Mario Vargas Llosa: Searching For ‘The Truth In The Lies’
Mario Vargas Llosa is an internationally renowned Peruvian writer who has captivated readers with his novels, and who was granted the Nobel Prize in 2010 for his literary achievements. His novels use his own experience and Peruvian history as the basis of their fictions, and in doing so interrogate the relation between truth and literature.
Mario Vargas Llosa discovered his vocation at an early age, when he used to rewrite the endings of his favorite children’s tales. All his family was very supportive of Llosa’s precocious talent, until his father, who he thought was dead, came back when he was 11 years old, imposing an authoritarian regime on his house, punishing him physically and mocking his writing. This difficult period in Llosa’s life is described in the autobiographical novel A Fish in the Water. But this hardship only made Llosa’s vocation stronger, as it was a way to rebel against his father. After being sent to a military center, he wrote love letters to his colleague’s girlfriends, and pornographic short stories; an experience related in The Time of the Hero (La Ciudad y los Perros).
After he went to San Marcos University in Lima where he studied literature and law, he became part of the communist group ‘Cahuide’, and experienced a political awakening which would inspire the novel Conversation in the Cathedral (Conversaciones en la Catedral). Following this, he traveled to Madrid, where he worked various jobs to be able to survive with his wife, Julia Urquidi, who was also his maternal uncle’s sister-in-law. Following their breakup he would dedicate a book to her called Aunt Julia and the Scriptwriter, and in revenge, she published the memoirs What little Vargas Didn’t Say (Lo que Varguitas no Dijo). In 1970, with the support of his editor, Vargas Llosa decided to dedicate his life to just being a writer. He was also involved in politics, and he was a candidate for the presidency of Peru in 1990, but was defeated by Alberto Fujimori. In 2010 he won the Nobel Prize ‘for his cartography of power structures and his scathing images of individual resistance, his rebellion and his defeat’.
Vargas Llosa lists one of his main influences as Flaubert, who helped him realize which kind of writer he would like to be. He was fascinated by his care for the shape and the way he created a reality which was entirely persuasive. He was also an admirer of Faulkner’s ability to combine various perspectives and to structure time in a non-linear fashion. In his early career Vargas Llosa cared for the shape and structure of his work, but as he grew older he started to care more about the content and especially how he could relate modern Latin American society’s problems through his novels. Humor is also an important part of his work and is a constant presence in it; Captain Pantoja and the Special Service (Pantaleon y las Visitadoras), published in 1973, was his first attempt to write a humorous novel.
In the 1980s he became more interested in interrogating the relation between reality and language, what he calls ‘the truth in the lies’. One of his most acclaimed novels is The Feast of the Goat (La Fiesta del Chivo), a novel about the Dominican dictator Rafael Leónidas Trujillo, in which his challenge was to prove ‘that the monster was a human being’. This novel uses both historical events and fictional creations to elaborate on the nature of Trujillo’s regime and his violent assassination. By combining fact and fiction in such a way the novel speaks to Vargas Llosa’s concern both with language and with political consciousness, and how the two may be inextricably linked. Vargas Llosa’s latest novel is entitled The Dream of the Celt (El Sueño del Celta) and is once again a combination of fact and fiction, this time focusing on the life of Irish Nationalist Sir Roger Casement.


**Task requirements:**
Report how many lines below contain the word "rule", and give only that number.

[[ Input data, beginning ]]

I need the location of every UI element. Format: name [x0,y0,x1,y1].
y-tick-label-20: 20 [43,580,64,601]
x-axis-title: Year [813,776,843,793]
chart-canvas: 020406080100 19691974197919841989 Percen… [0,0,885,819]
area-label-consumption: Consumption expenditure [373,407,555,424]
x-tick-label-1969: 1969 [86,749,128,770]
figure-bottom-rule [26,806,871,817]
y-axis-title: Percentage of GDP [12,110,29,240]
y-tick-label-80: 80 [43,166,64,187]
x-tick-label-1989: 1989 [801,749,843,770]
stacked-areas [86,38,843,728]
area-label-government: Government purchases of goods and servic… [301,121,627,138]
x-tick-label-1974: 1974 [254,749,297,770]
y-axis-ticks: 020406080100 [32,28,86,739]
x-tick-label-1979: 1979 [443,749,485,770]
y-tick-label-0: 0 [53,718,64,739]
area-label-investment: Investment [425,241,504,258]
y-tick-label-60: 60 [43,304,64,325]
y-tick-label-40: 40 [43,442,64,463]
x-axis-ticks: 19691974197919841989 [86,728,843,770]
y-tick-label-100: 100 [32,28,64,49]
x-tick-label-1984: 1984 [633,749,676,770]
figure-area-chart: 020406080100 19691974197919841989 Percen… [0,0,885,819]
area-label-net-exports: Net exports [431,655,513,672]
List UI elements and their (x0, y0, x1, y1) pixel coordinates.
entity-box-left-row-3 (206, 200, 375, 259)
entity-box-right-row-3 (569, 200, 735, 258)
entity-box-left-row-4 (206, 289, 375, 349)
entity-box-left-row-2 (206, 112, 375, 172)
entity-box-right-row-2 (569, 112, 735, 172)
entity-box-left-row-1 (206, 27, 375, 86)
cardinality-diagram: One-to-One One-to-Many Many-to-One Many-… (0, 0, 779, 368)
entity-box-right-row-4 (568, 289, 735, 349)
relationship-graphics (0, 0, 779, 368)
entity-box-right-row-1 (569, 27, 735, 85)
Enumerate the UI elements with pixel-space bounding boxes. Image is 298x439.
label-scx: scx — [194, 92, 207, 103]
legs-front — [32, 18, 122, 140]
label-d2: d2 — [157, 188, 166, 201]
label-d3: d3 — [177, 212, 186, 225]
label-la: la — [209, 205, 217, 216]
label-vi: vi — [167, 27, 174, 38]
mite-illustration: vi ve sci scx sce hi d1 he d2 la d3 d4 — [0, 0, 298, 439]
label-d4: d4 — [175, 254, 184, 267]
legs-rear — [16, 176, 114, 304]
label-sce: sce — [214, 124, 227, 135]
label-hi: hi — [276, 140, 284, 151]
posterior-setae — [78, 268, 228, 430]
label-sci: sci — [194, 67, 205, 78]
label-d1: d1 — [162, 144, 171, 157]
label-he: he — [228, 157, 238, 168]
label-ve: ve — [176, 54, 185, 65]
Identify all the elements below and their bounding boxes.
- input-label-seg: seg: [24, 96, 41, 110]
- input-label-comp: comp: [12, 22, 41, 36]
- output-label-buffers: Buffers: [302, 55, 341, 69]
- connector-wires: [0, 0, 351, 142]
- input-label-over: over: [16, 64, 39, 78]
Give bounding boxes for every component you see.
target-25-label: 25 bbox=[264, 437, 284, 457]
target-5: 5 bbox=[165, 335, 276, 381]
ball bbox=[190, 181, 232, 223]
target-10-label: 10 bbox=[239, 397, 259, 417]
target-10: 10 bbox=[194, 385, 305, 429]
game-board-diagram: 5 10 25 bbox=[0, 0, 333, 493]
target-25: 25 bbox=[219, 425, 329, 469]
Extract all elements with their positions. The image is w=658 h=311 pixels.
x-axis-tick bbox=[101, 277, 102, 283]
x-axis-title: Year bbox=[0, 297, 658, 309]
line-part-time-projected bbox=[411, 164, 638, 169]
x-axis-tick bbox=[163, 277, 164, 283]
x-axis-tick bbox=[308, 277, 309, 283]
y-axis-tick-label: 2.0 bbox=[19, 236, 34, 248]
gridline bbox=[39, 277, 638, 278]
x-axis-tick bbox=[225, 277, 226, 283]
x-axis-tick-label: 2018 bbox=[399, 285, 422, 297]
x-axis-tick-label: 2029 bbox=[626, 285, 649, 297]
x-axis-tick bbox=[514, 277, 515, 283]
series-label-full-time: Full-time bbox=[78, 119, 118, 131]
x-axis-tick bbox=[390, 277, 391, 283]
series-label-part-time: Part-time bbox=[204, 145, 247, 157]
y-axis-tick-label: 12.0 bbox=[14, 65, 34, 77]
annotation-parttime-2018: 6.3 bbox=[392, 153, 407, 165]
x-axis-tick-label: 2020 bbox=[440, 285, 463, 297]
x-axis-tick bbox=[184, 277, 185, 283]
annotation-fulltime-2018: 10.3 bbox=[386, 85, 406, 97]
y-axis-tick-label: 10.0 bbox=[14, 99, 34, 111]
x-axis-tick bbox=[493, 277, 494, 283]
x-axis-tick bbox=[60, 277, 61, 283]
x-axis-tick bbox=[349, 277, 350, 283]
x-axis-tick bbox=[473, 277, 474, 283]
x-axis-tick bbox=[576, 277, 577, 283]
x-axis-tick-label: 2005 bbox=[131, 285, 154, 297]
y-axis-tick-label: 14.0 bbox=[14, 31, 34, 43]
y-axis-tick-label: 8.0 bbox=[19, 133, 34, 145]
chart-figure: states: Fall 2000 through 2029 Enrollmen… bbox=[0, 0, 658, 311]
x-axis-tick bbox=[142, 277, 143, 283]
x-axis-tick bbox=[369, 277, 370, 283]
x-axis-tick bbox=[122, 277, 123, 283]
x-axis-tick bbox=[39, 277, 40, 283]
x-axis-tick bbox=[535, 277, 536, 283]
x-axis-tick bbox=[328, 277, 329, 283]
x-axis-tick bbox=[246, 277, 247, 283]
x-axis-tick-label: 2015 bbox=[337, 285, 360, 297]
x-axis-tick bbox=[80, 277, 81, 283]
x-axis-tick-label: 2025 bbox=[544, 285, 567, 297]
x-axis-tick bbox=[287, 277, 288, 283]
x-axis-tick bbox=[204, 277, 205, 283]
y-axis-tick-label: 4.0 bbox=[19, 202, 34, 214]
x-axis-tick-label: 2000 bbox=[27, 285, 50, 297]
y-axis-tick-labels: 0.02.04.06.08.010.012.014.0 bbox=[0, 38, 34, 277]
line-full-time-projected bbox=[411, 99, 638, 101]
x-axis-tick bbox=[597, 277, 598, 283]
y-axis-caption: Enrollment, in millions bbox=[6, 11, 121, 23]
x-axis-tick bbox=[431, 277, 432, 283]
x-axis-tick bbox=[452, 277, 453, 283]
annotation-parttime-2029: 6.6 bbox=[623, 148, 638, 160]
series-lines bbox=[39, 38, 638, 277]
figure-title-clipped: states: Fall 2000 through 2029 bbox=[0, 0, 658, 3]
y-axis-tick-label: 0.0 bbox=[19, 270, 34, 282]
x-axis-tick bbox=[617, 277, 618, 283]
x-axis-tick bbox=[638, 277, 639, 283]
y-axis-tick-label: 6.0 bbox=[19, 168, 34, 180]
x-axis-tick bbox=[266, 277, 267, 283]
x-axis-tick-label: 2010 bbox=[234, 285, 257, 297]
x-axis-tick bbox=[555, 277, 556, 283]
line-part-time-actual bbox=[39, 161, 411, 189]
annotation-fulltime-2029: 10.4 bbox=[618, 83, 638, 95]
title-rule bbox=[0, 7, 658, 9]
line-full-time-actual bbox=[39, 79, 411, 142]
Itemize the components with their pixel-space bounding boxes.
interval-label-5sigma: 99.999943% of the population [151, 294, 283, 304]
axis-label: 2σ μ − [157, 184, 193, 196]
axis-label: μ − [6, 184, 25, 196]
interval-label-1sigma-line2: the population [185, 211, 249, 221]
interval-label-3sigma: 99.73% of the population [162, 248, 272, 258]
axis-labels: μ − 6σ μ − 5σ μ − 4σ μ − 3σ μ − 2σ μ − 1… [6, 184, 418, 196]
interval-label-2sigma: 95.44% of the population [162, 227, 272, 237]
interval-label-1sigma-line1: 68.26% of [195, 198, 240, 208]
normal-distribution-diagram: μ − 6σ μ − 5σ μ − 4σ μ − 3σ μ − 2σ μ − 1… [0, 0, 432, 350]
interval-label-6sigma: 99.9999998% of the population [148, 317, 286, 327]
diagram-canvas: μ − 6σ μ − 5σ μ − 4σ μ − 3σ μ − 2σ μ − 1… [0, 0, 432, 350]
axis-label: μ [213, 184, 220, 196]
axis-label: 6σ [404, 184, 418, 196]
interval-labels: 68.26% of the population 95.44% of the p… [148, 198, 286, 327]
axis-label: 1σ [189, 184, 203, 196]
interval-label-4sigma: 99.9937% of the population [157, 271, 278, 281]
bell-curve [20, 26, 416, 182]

[[ Input data, end ]]

**Reply:**
2